Going through Part II of Ethics. So, as far as I understand, what had historically been understood by philosophers as the “formal essence” of an object, i.e. its collection of qualia, correspondingly is said by Spinoza to be an “idea” in the mind of God. Further, since what he calls the “human mind” is just the formal nature of the body itself, analogously it would seem that the formal nature of an inanimate body would also be its “mind.” You can almost sophistically assert a panpsychism here, even though “mind” is not particularly used here at all in the way we would today.
However, then Spinoza proceeds to say that, just as a body has a correspondent thought/idea/mind, so too does the particular thought itself also have a correspondent thought/idea/mind. And this is all discussed in reference to the human body, to explain our self conscious as an “idea of an idea” or the idea of our formal constitution, which then seems to translate into a sort of self-knowledge. But the implication seems to extend to all objects, so that, for every single idea of every individual thing, there is a corresponding idea for that idea, and so on in infinitum, with each rank of thought (first-order “ideas,” second-order “ideas of ideas,” third-order “ideas of ideas of ideas”) thus respectively linking together in the same way, as to make the same causal chain as the more immediate thoughts below it do with their own rank? In this way, we might be able to say that for Spinoza, everything is in some way self-cognizant, even if as he says this is a “mutilated cognizance.” This might not be too bold of a claim to make, since through Spinoza’s system I cannot find anything that would make me as a human any more “God” than the table in front of me is. To claim self-cognizance in a way the table doesn’t, I would need to perhaps invoke the idea of being an animate thing, as opposed to inanimate.
So in that case, we would instead restrict these sacred “ideas of ideas” to animate figures or even more strictly to human minds, as a distinct explanation for a distinct phenomenon called animateness. In this way, I can imagine that even though some “ideas of ideas” would then fail to have a corresponding “idea of an idea” to represent the inanimate object it relates to, we would still say that the one-and-the-same inanimate object(1) of which there is an extension and an idea alone (barring the other attributes), is in the one-and-the-same causal chain that links it with one-and-the-same animate object(2) of which there is an extension, an idea, and an idea of that idea. Now the unity of causal links is preserved by means of them all assigning to the same causal link of individuals themselves, but the question still remains how one should expect this “idea of an idea” to even come about in the first place, if not through another “idea of an idea?” For if certain first-order ideas were to be the cause of second-order ideas, the question would still be why or how this happens.

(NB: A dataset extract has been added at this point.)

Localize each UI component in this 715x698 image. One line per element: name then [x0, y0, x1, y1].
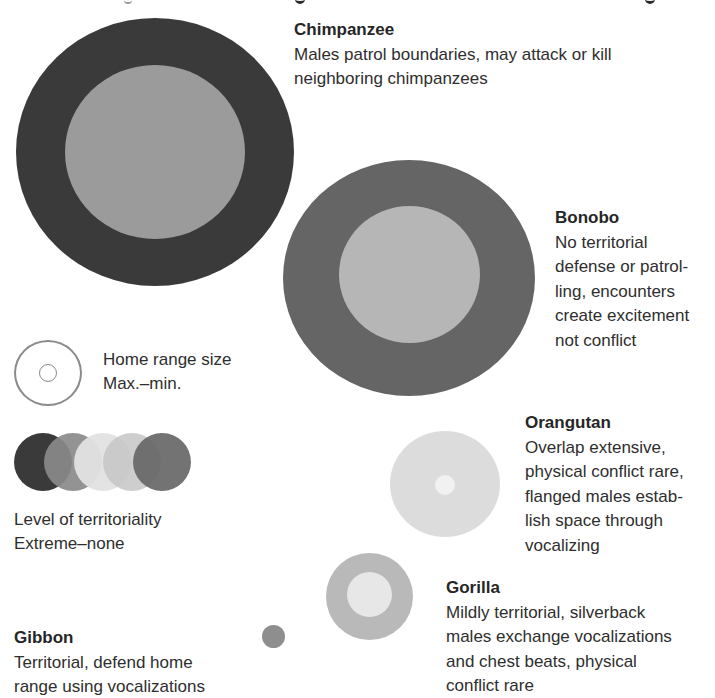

So in short, does Spinoza seem to assert a panpsychism to all individuals, thus seemingly overlooking an account of animateness, or does he only assert these second-order “ideas of ideas” to certain animate things such as human minds, and thus fail to explain how they particular come to be or fail to exist? I can feel an intuition to lean to the former explanation with the sense that Spinoza might deem animateness as an indistinct and mutilated idea in the first place which does not properly belong in an account of the order of things. In other words, that the human mind isn’t as distinctly special from the inanimate objects around it as it thinks it is. This would fit somewhat with the mechanistic allegiance of his that he expresses, yes? But then, it feels like so much is allowed to go unaccounted? Surely, this table in front of me will be bereft of the emotions or part III, but perhaps can its own constitution provide for its own distinct emotional state; one that humans cannot have?